Published 7:41 AM, 26 Jan 2010



Few banking systems have seen the explosion in lending that the big Chinese banks have recently experienced, as part of Beijing’s move to stimulate the economy.

This has had two main effects. In the first place, as my colleague Robert Gottliebsen recently wrote, it has prompted Chinese authorities to curb bank lending. Any banker will tell you that if you expand your lending too fast, you’re bound to end up with a lot of dud loans on your books.

Since then, we’ve seen the first signs that the big Chinese banks will be looking to bolster their capital reserves with massive equity issues.

The Bank of China – which has been the most aggressive lender in recent times – has unveiled plans to raise up to $US30 billion by issuing new shares.

Its move looks likely to be copied by its main rivals such as the Industrial and Commercial Bank of China and China Construction Bank. But this is not the first time the Chinese banks have raised huge amounts of new capital.

Seven years ago, the Chinese government was forced to inject $45 billion of capital the Bank of China and the China Construction Bank to cover their staggering levels of non-performing loans.

This time around the banks are looking to private investors to bolster their capital reserves with the big question being, how much of this new capital will be used to underpin fresh lending, and how much will be needed to help the banks cover mounting bad debts, particularly in the property sector?

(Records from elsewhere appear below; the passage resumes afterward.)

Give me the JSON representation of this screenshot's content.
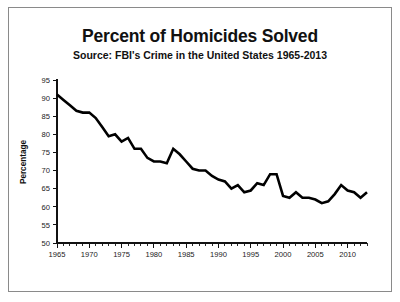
{
  "chart_data": {
    "type": "line",
    "title": "Percent of Homicides Solved",
    "subtitle": "Source: FBI's Crime in the United States 1965-2013",
    "xlabel": "",
    "ylabel": "Percentage",
    "ylim": [
      50,
      95
    ],
    "xlim": [
      1965,
      2013
    ],
    "ytick_step": 5,
    "xtick_step": 5,
    "xtick_minor_step": 1,
    "grid": false,
    "legend": "none",
    "line_color": "#000000",
    "yticks": [
      50,
      55,
      60,
      65,
      70,
      75,
      80,
      85,
      90,
      95
    ],
    "ytick_labels": [
      "50",
      "55",
      "60",
      "65",
      "70",
      "75",
      "80",
      "85",
      "90",
      "95"
    ],
    "xticks": [
      1965,
      1970,
      1975,
      1980,
      1985,
      1990,
      1995,
      2000,
      2005,
      2010
    ],
    "xtick_labels": [
      "1965",
      "1970",
      "1975",
      "1980",
      "1985",
      "1990",
      "1995",
      "2000",
      "2005",
      "2010"
    ],
    "x": [
      1965,
      1966,
      1967,
      1968,
      1969,
      1970,
      1971,
      1972,
      1973,
      1974,
      1975,
      1976,
      1977,
      1978,
      1979,
      1980,
      1981,
      1982,
      1983,
      1984,
      1985,
      1986,
      1987,
      1988,
      1989,
      1990,
      1991,
      1992,
      1993,
      1994,
      1995,
      1996,
      1997,
      1998,
      1999,
      2000,
      2001,
      2002,
      2003,
      2004,
      2005,
      2006,
      2007,
      2008,
      2009,
      2010,
      2011,
      2012,
      2013
    ],
    "values": [
      91.0,
      89.5,
      88.0,
      86.5,
      86.0,
      86.0,
      84.5,
      82.0,
      79.5,
      80.0,
      78.0,
      79.0,
      76.0,
      76.0,
      73.5,
      72.5,
      72.5,
      72.0,
      76.0,
      74.5,
      72.5,
      70.5,
      70.0,
      70.0,
      68.5,
      67.5,
      67.0,
      65.0,
      66.0,
      64.0,
      64.5,
      66.5,
      66.0,
      69.0,
      69.0,
      63.0,
      62.5,
      64.0,
      62.5,
      62.5,
      62.0,
      61.0,
      61.5,
      63.5,
      66.0,
      64.5,
      64.0,
      62.5,
      64.0
    ],
    "series": [
      {
        "name": "Percent of homicides solved",
        "values": [
          91.0,
          89.5,
          88.0,
          86.5,
          86.0,
          86.0,
          84.5,
          82.0,
          79.5,
          80.0,
          78.0,
          79.0,
          76.0,
          76.0,
          73.5,
          72.5,
          72.5,
          72.0,
          76.0,
          74.5,
          72.5,
          70.5,
          70.0,
          70.0,
          68.5,
          67.5,
          67.0,
          65.0,
          66.0,
          64.0,
          64.5,
          66.5,
          66.0,
          69.0,
          69.0,
          63.0,
          62.5,
          64.0,
          62.5,
          62.5,
          62.0,
          61.0,
          61.5,
          63.5,
          66.0,
          64.5,
          64.0,
          62.5,
          64.0
        ]
      }
    ]
  }
}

Concerns over bubble-like conditions in Chinese property market have been steadily mounting. Global real estate broker CBRichard Ellis sounded a note of caution in a recent note on the Chinese real estate outlook, warning that office rents in many cities are slackening due to overcapacity.

In a recent article in the Chinese publication Caijing, Andy Xie the former Morgan Stanley chief Asian economist, gives an excellent analysis of why the Chinese property bubble must inevitably burst.

Xie argues that Chinese property is a politically driven bubble, resulting from the desire of Chinese policy makers to continue to achieve impressive rates of economic growth (see also INTERVIEW: China's stimulus leakage, October 15, 2009).

For a long time, China was able to notch up high growth rates because it was a low-cost producer, and because the world economy was buoyant. China grew its share of global trade, and was able to attract a huge share of direct foreign investment, but this strategy has stopped working.

China is no longer the lowest of the low-cost producers. Tepid growth in the United States and Europe means there is less demand for Chinese products.

As a result, China has turned to property to maintain its impressive record of economic growth, and a huge share of the country’s capital is now flowing into property.

As Xie notes, the problem with property is that it is an unproductive asset. In the short-term it allows the country to increase its economic output, but longer-term it does nothing to boost productivity.

Local Chinese governments face political pressures to encourage investment in property because their own performance is measured by how successful they are in fostering economic growth and collecting budget revenue. Property development allows them to score highly on both counts.

Xie notes that such a huge reliance on property actually inhibits China from achieving a more balanced economic growth. China’s rapid economic growth has created millions of white-collar workers such as managers, engineers, accountants and bankers.

These people should have middle class income for buying property, cars and taking vacations. But instead property prices have increased faster than middle class incomes, leaving China’s nascent middle class saddled with high property costs.

However, Xie predicts that this property bubble will soon burst – either due to oversupply (which caused the collapse of the US housing bubble), or rising interest (which burst the Hong Kong property bubble).

In the meantime, the big Chinese banks are under pressure to increase their capital buffers. And nervous investors will be hoping that tens of billions of dollars that Chinese banks raise will be ear-marked for lending, and not for covering massive write-offs of bad property loans.